The soldier continues walking forward, focused on finding an open cot rather than listening to me try and convince him I shouldn’t be here. I don’t need to take up space. I don’t look as sick as the other people here. At least, I don’t think I do. I don’t really know how I look, and I don’t think I want to know.

The Soviets took Brygid elsewhere and I’m not certain we’ll be able to find each other with the intense chaos ensuing. She promised to find me. I want to believe her.

“Your foot is infected,” the soldier says, his Russian broken into Yiddish. I can’t tell if he’s asking or confirming my diagnosis. “It needs treatment.”

I know my foot is infected. The infection has been growing for far too long. I’ve done whatever possible to keep it clean, but it hasn’t been enough. “A nurse will be with you soon.”

Is this supposed to be a life lesson of me watching myself from the other side of a window? I tried to give everyone my full attention. I listened even if there was nothing to hear. Maybe it wasn’t enough. I see that now.

“I’m a nurse. I can treat the infection myself if you have any disinfectant and spare dressing.” I must sound as if I’m pleading at this point. The nurses are running around rampant in dizzying circles around the cots.

Not much has changed in the past twenty-seven years since the first war. We made do with what we had, the few of us nurses in comparison to the wounded soldiers lying before us on cots.

For many, it was a matter of making them comfortable or holding their hand as they took their final breath. For others it was words of hope. We bandaged up the wounded and moved on to the next. I could hardly remember a single face or name. They all began to look the same, day after day of treating the same injuries. Then there was the part of me scanning faces for Leo, praying he didn’t end up in my field hospital, or worse, in another somewhere I couldn’t help him. I remember losing faith that it was at all possible that a single soldier would return unscathed. And all I could think was: What is this all for?

While treating the prisoner patients in the infirmary until a few weeks ago, I was thinking the same thought. What is this all for?

The Fuhrer wasn’t standing in my shoes, watching innocent people die for no good reason. He didn’t have to watch what I had to. He wants power, selfish power. I was the one who had to watch the others fade away, knowing most people who were in the beds, with the exception of one or two wards, would never leave their bed. And if they did, it was still the end of the road for them. I don’t want to be on this side, waiting and watching.

“Miss,” the soldier says, interrupting my thought, “I’m afraid we have limited supplies. We’ve sent for more but we’re going to do everything we can to offer you treatment and nourishment.”

Limited supplies. I know what that means too.

The Soviets have likely used up whatever supplies they were carrying with them. It’s been no secret that they didn’t expect to find a compound full of dying prisoners.

There are thousands of us: skeletal, wounded, and disease ridden. There aren’t enough people to help us all. I’ve known this for too long.

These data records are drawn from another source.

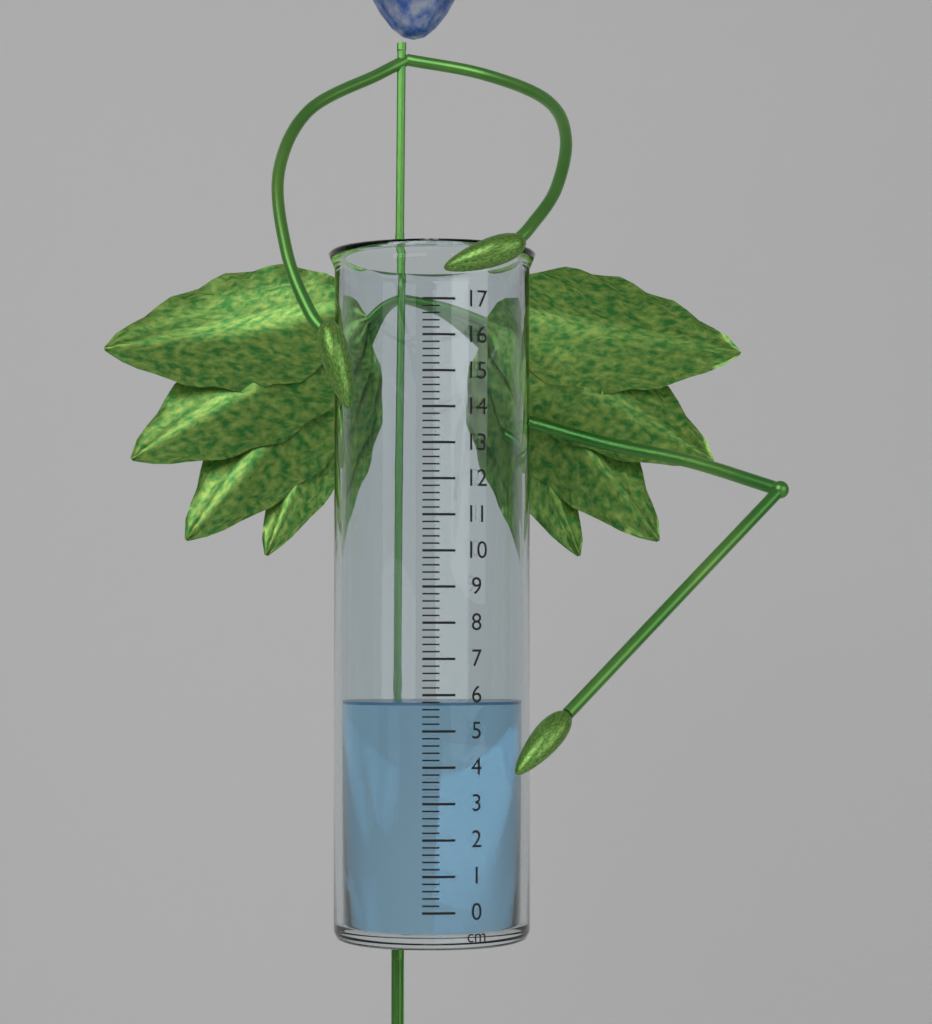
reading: 5.8 cm
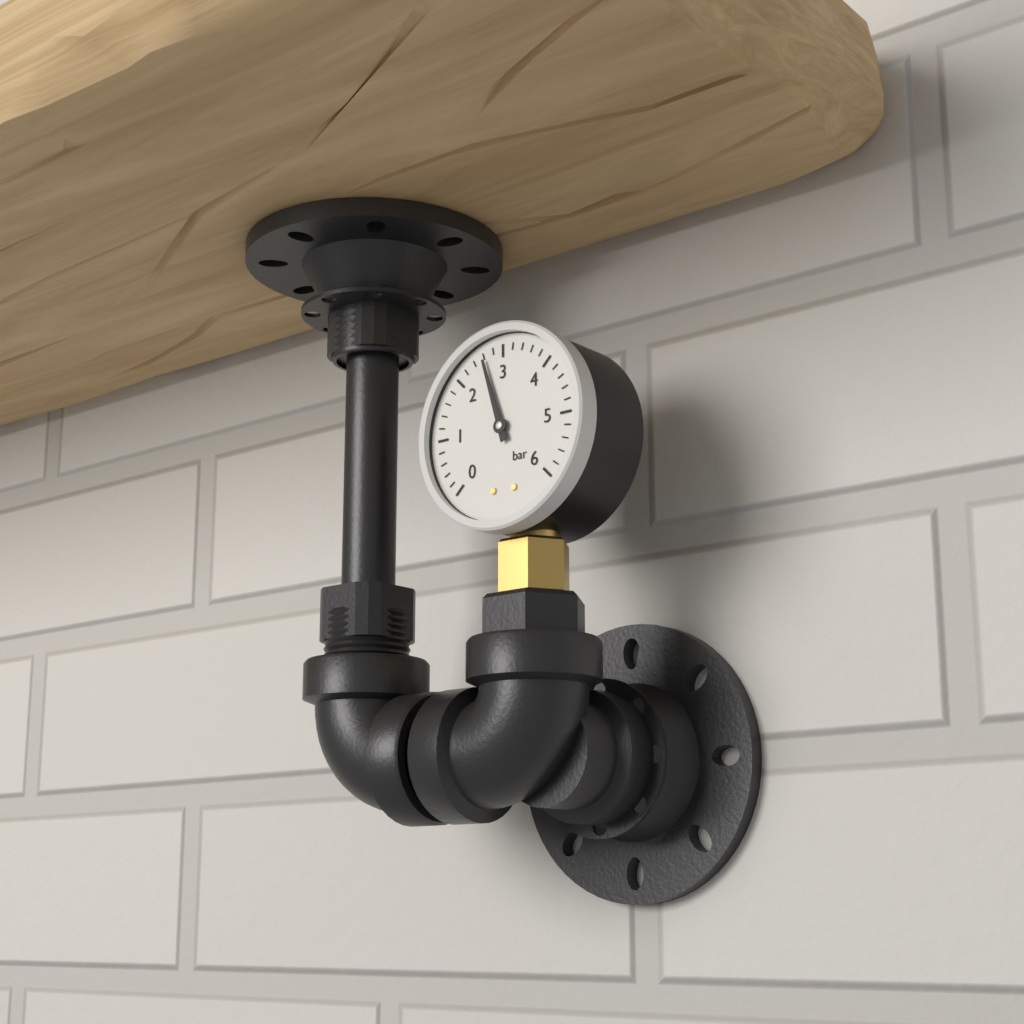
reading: 2.6 bar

The words limited supplies means they will only be able to give me hope after I’ve come this far, so close to walking away. Without further care for my wound, it will worsen, grow, and spread through my body until I go into septic shock.

I wish I didn’t know this.

The nurses are working through the night but haven’t made it to me yet. If they have nothing to treat me with, there’s no sense in taking the time to remind me of what I already know.

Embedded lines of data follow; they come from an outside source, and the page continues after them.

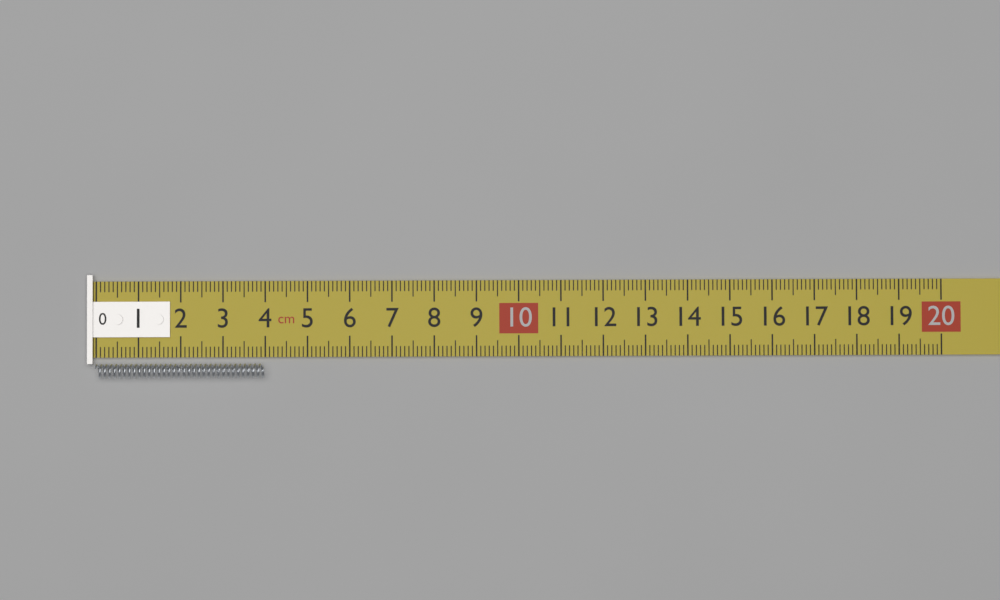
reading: 4.0 cm
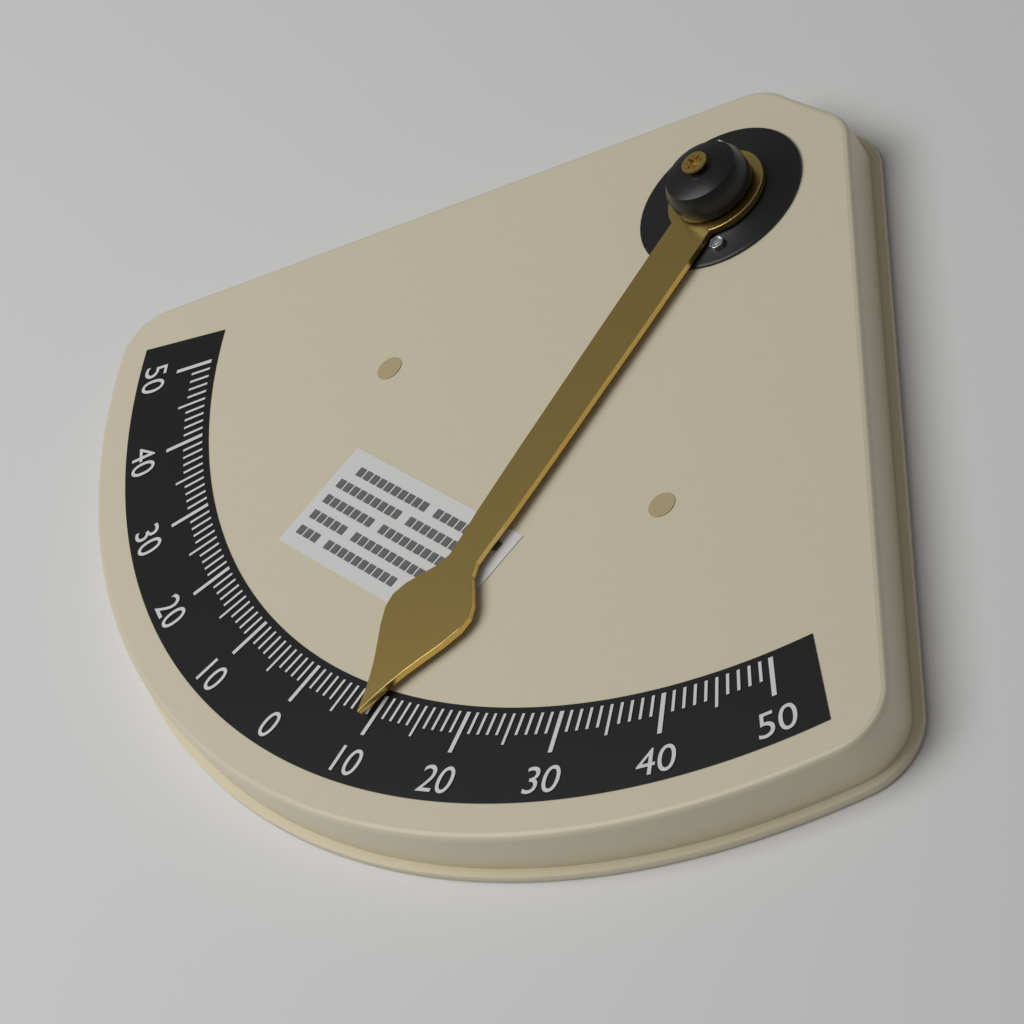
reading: 9 °
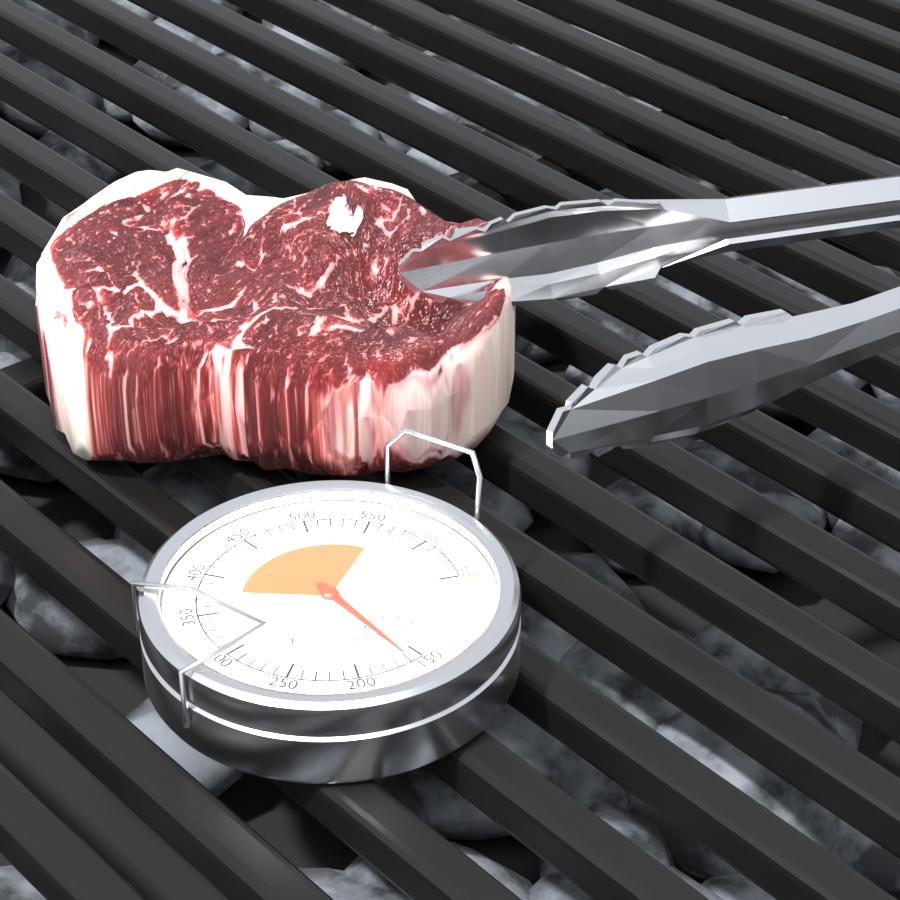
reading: 160 °F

I’m angry at the brief moments of hope I had today. I’m angry for being in denial about my foot for the sake of trying to give myself false hope.

I’m angry that, for a moment, I truly thought I would be set free.

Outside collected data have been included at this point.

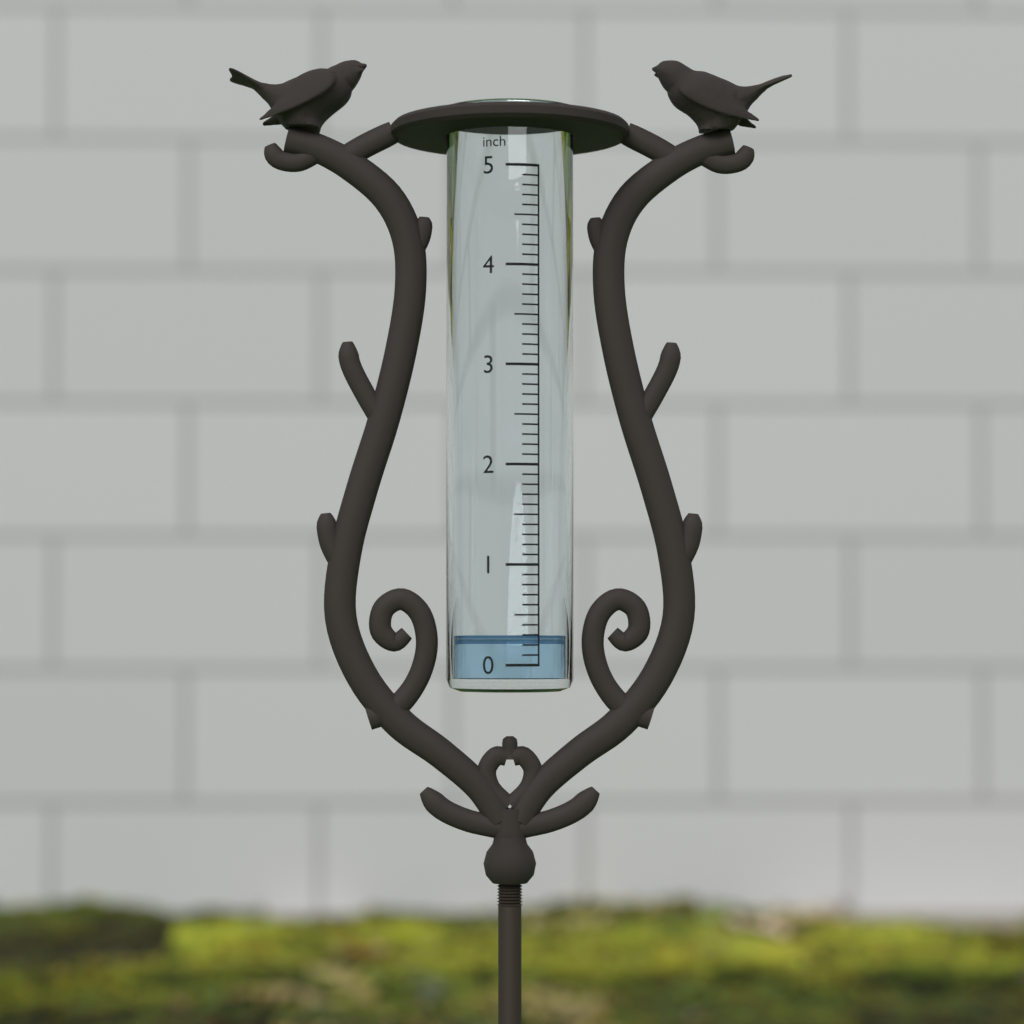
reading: 0.3 inch
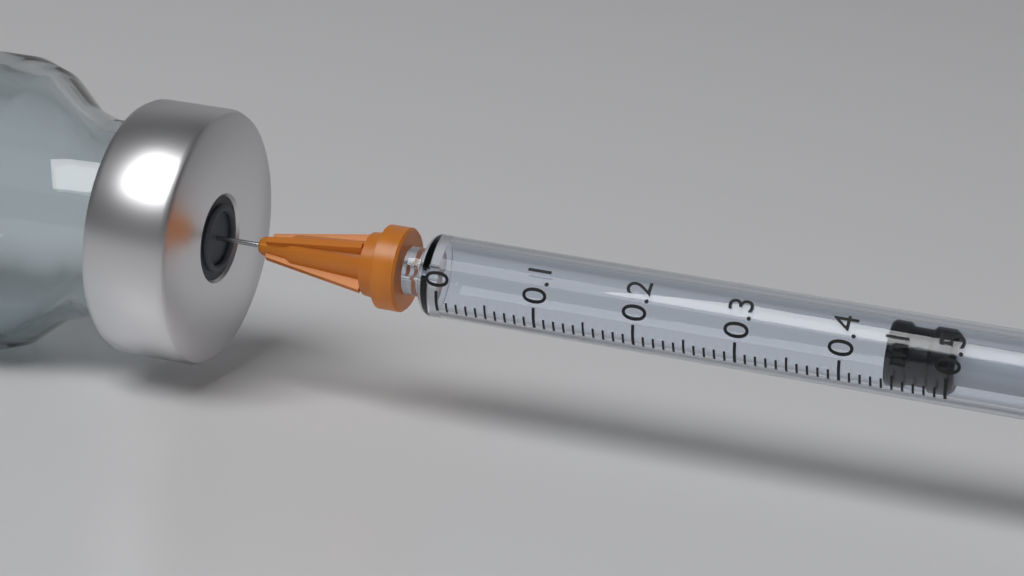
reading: 0.44 ml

If we had stayed in our apartment the night of the firestorm, would we have been safe there? We never found out if our building was still standing or if it burnt to the ground. Did we run into the gauntlet just as planned? I should have known better, made Leo think about our plan for an extra moment longer. If I hadn’t been helping people in the bunker when the Gestapo found us, they would have left me with the children. I could have known where they ended up. I could have—I should have protected them. Every decision was wrong, but my family shouldn’t have to pay that consequence.

Or, this is happening to me so I won’t have to live on without them. I don’t know whether I’m being punished or spared. There might be worse waiting for me out there than what I’ve experienced already, when I’ve been so sure up to now that nothing could ever be more horrific. I don’t know if I’m fighting to open the doors to more brutality and pain. If Leo was right, and whatever comes after our death is what everyone is unknowingly working toward, I should let go and see if he’s right. See what’s next. Because here, there may never be anything next. There’s no such thing as freedom when I’m a prisoner of my mind. Again, I wonder why I am here? Why fight? Who is it all for?

It could be worse. I could be fooled into thinking I’m being treated to a shower, only to suffocate in a toxic gas and fall to my death in a heap of other bodies. Then my ashes would snow down over Poland, bringing me back to where my life began. It’s a loop. The coming and going. And I’m tired of trying to understand the meaningless process of enduring suffrage.

A cold wind blows through the barrack and captures me within its tundra, holding me hostage in an untamed shiver. I turn my head toward the door, wondering why someone might be holding it open so long. We’ll all freeze in here. Then I see the door isn’t open. No one else around me is shivering. The wind has only come for me.

“Help!” I shout, my voice full of phlegm. “Help!”

A nurse flees to my side, and I should be ashamed that I’ve stolen her attention from another person who might need her more. But…

“I think I’m dying. How do we know if we’re dying? Do I just let it happen?”

I’ve been asked these same questions before—questions that have kept me up at night, wishing I had a worthwhile answer. I’ve wondered if people know…if they just know when their time is up, but how soon before? It’s one question I’ve never heard anyone ask. I can’t be the first to think of it.

The nurse presses her palm to my head, pulling her hand away quickly as if my face is on fire. She will feel heat when I feel ice forming in my veins. That doesn’t make sense. How did I never realize that it doesn’t make sense?

Her hand is on my ankle, but I can’t feel much else below that spot. She must be inspecting the wound but staying away from the growing bacteria eating my flesh.

The woman shouts something in Russian that I don’t understand.

“Dreck!” she shouts.

A nurse shouting through a cuss can only mean one thing.

It’s too late.

I try to relax my head, drowning out the panic bleeding out of this nurse’s mouth. Haven’t we seen it all? An infection shouldn’t be something out of the ordinary for her. Unless she isn’t a nurse. Many of us had no medical qualifications and yet still treated the imprisoned patients.

“I need an antibacterial medicine. You need to remove the tissue surrounding. Then, I need sutures and clean dressing. I can’t feel my foot. Please, help. I’m begging you. Can you keep me alive? I need to see if my children and husband survived. I can’t give up on them even though I’m ready to give up on me. I have to tell them I love them and that Max…” My pleas are an echo of the same words from the first patient I tried to help here, pleading for me to keep him alive. I couldn’t.

“Mama, try to breathe,” Max says. “It’s all right, I’m here with you. Just as you always were for me. But you must listen, Mama. Breathe…for me.”